According to Barbara Whitehorn, the city’s finance director, juggling multiple projects — including a $25 million debt issue and a $74 million bond proposal — led to an accounting error that resulted in the Mayor Esther Manheimer and other city officials understating the city’s current per-capita debt by more than half. “I take responsibility for it,” says Whitehorn. “The mayor has been using figures I provided, and those were not correct.”
The city’s per capita debt was $234, Whitehorn says, as of June 30, 2015, the end of the city’s 2014-15 fiscal year. It continued to be true until June 26 of this year, when the city increased its nonenterprise debt load from $25 million to $49 million. At that point, the per capita debt went up to $550.
Prior to City Council’s decision to bring the bond referendums to voters, Whitehorn continues, she assembled much of the data about the city’s debt levels in early June, before the new debt was issued. Her mistake was in not adding that prospective debt to the city’s total debt load, she says. The documents that the city submitted to state regulators (and which were approved) were dated June 30, 2016, and included the lower pre-June 26 debt totals and per capita debt figures.

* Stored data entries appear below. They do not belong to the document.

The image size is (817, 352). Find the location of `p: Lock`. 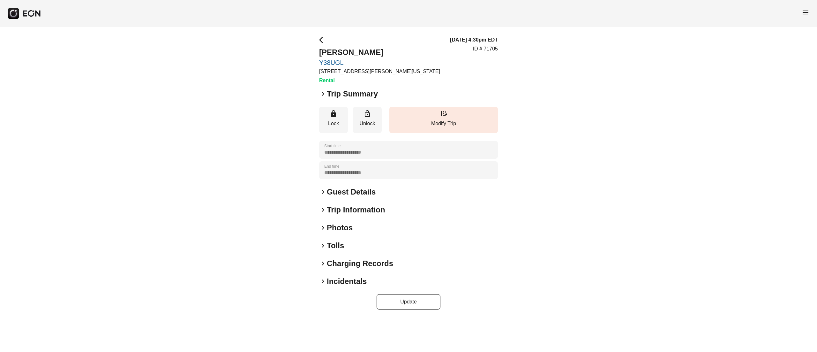

p: Lock is located at coordinates (333, 123).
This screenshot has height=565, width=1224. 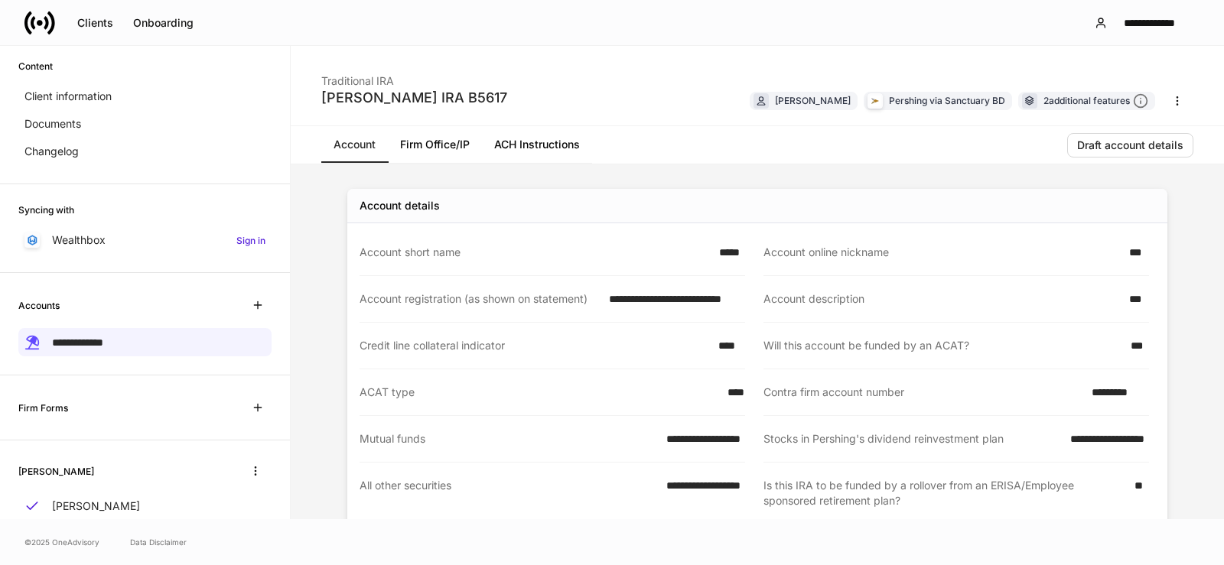 I want to click on h6: Content, so click(x=35, y=66).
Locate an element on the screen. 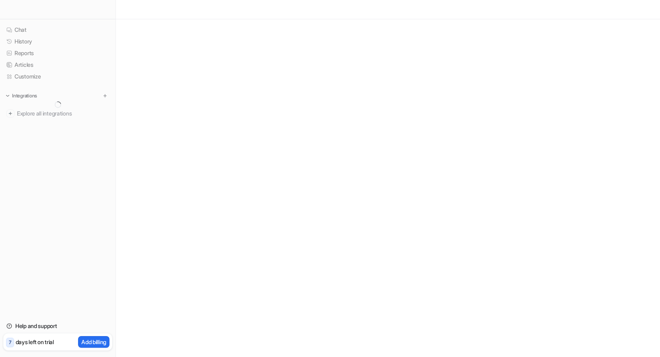  a: Articles is located at coordinates (58, 65).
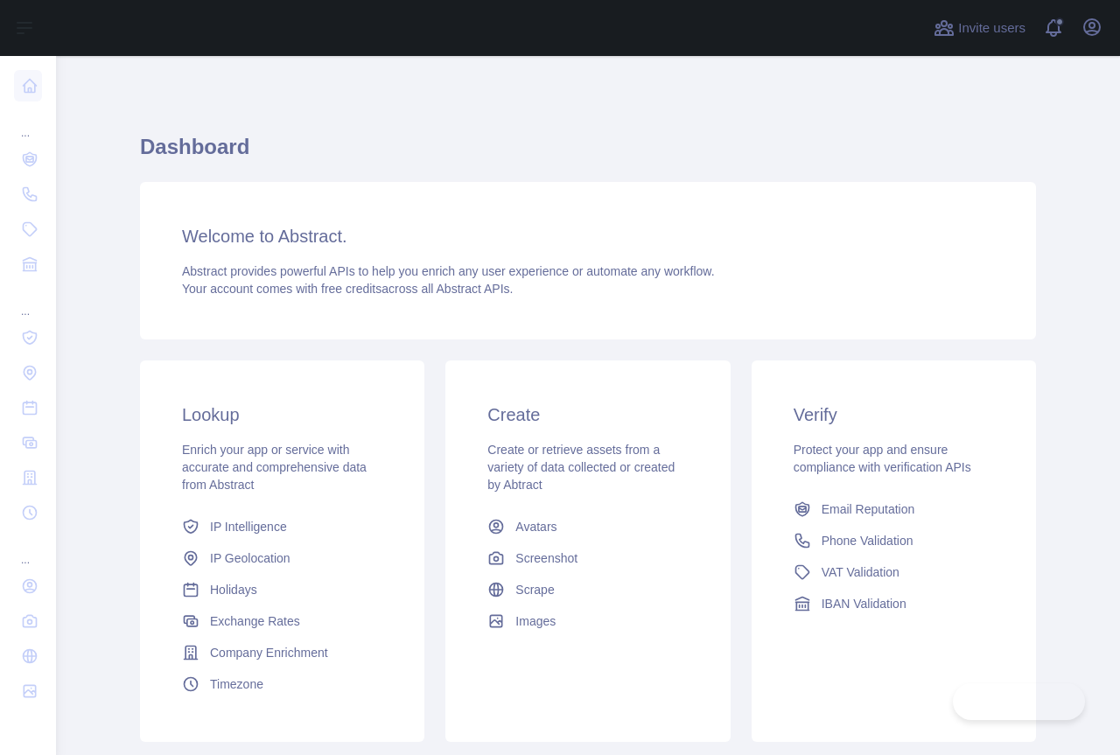 The width and height of the screenshot is (1120, 755). Describe the element at coordinates (894, 572) in the screenshot. I see `a: VAT Validation` at that location.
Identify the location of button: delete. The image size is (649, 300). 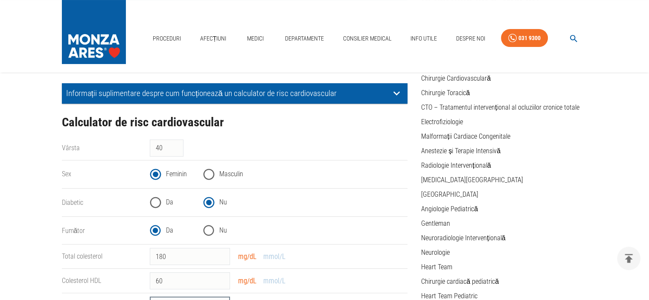
(628, 258).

Of her Oct. 1 statement that the current city debt is $234, Manheimer wrote in an Oct. 17 email, “At the time I made the statement, I thought it was the current debt per capita until staff later informed me that due to new debt being issued, the current debt number is $550.”
If all of the proposed $74 million in bond debt were issued at once — which is not the city’s plan, Whitehorn says — the total per capita debt would be $1,378. Compared with 2015 figures, that would be higher than all but two of the 18 largest municipalities in the state, Charlotte and Raleigh. — V.D.